At Quirk’s, we’ve heard enough from our readers to know that, despite all the exciting changes happening in the industry (e.g., mobile research, storytelling, neuromarketing, big data, etc.), it isn’t always sunshine and roses. It’s a lot of hard work for sometimes not a lot of recognition – especially from the C-suite.
So it might surprise some of you to hear that from the outside looking in, MR is a thriving industry and you are in a position to be coveted by many! A 2014 article from Yahoo Education that lists five dead-end degrees and five hot degrees to pursue, based on a study from the Georgetown University Center on Education, places marketing research to the winning side.
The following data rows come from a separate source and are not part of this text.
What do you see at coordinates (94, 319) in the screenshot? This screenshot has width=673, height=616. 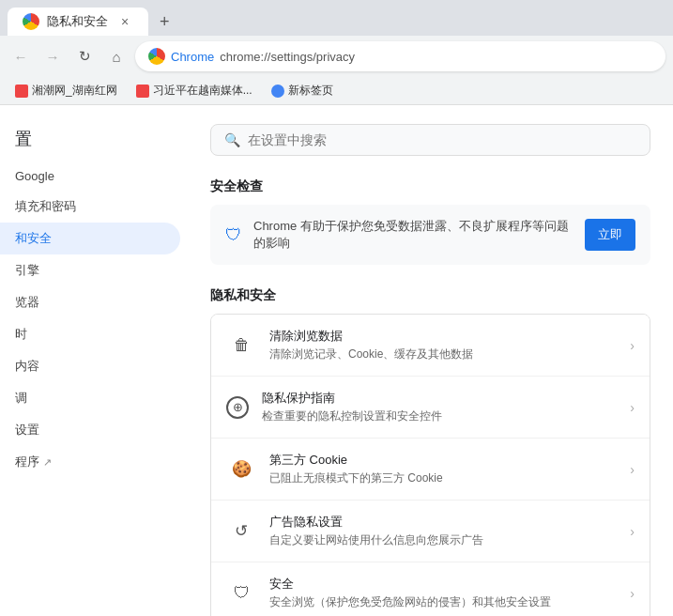 I see `sidebar-section: Google 填充和密码 和安全 引擎 览器 时 内容 调` at bounding box center [94, 319].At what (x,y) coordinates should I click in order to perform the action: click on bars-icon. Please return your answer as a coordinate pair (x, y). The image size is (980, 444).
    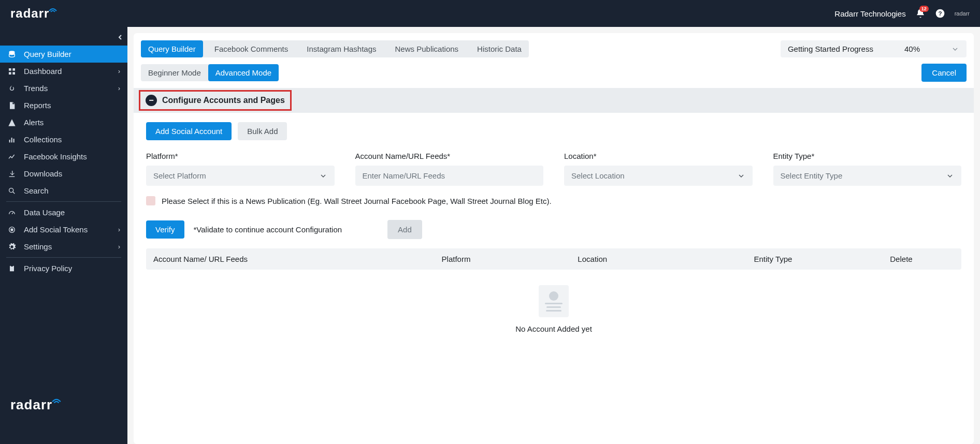
    Looking at the image, I should click on (12, 140).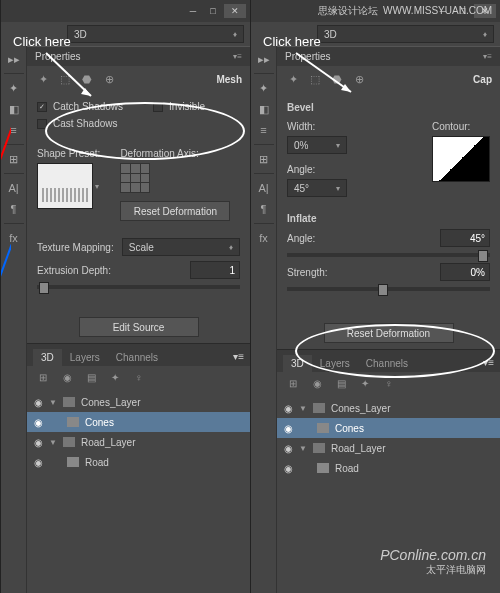 The width and height of the screenshot is (500, 593). What do you see at coordinates (264, 188) in the screenshot?
I see `tool-a-icon: A|` at bounding box center [264, 188].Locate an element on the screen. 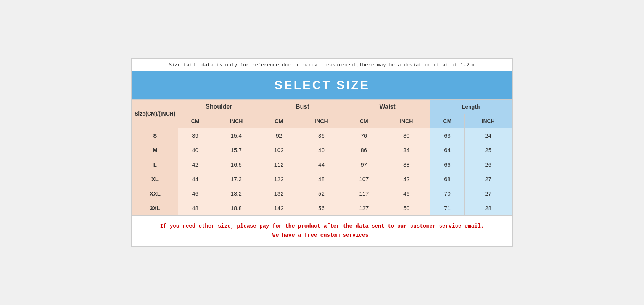 This screenshot has width=644, height=305. size-col-header: Size(CM)/(INCH) is located at coordinates (155, 114).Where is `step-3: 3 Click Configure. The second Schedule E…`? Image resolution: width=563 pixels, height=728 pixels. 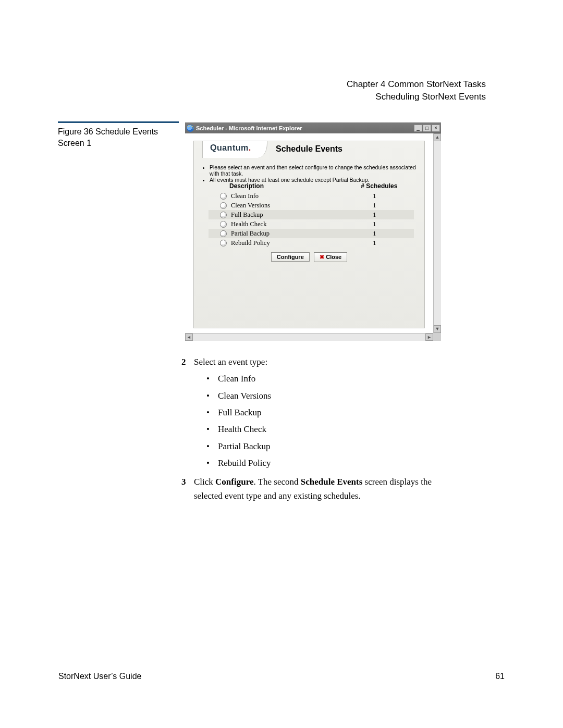
step-3: 3 Click Configure. The second Schedule E… is located at coordinates (312, 489).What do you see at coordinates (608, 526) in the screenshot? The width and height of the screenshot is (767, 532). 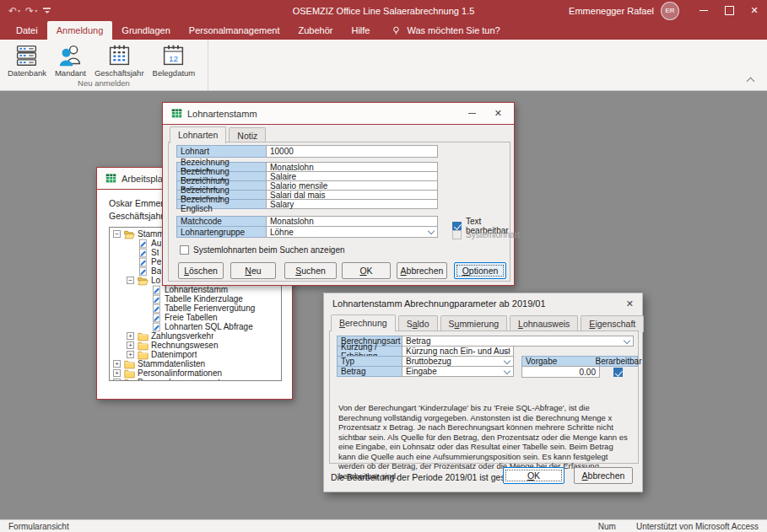 I see `num-lock-indicator: Num` at bounding box center [608, 526].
The Georgetown report noted that while the average unemployment rate for all recent college graduates is 7.9 percent, this figure differs significantly from one degree to another.
Yahoo Education combed through the Georgetown Report’s study to identify which degrees to avoid and which might have brighter prospects.
On the dead-end degree list:
- Information systems
- Architecture
- Anthropology
- Film, video and photography arts
- Political science
On the hot list:
- Nursing
- Elementary education
- Finance
- Marketing and marketing research
- Business management and administration
The unemployment rate for marketing and marketing research recent graduates was 6.6 percent, according to the Georgetown study.
One reason that rate is so low? “Every single organization, if they plan to be successful, will have a marketing function,” says Dawn Edmiston, assistant professor of management and marketing at Saint Vincent College in Latrobe, Pa.
SiliconIndia also picked up Yahoo’s story and listed “Market Research Analyst” third on its list of five fast-growing professions worth chasing.
Why it’s booming: According to the Bureau of Labor Statistics, businesses at present rely on complex data to get to know their consumers’ habits. And in doing so, companies are able to find out the right sets of audiences and market directly to their target population. The data might be of no use until and unless the research analyst puts his ideas into it and interprets them.
Career expert Nicole Cook says, “You have a number of software programs that can run data but until you interpret the data, it’s just numbers. … Market research analysts provide the human interpretation part of it. You can have someone fill out a piece of paper without anyone there but you need humans to put the data in layman’s terms.”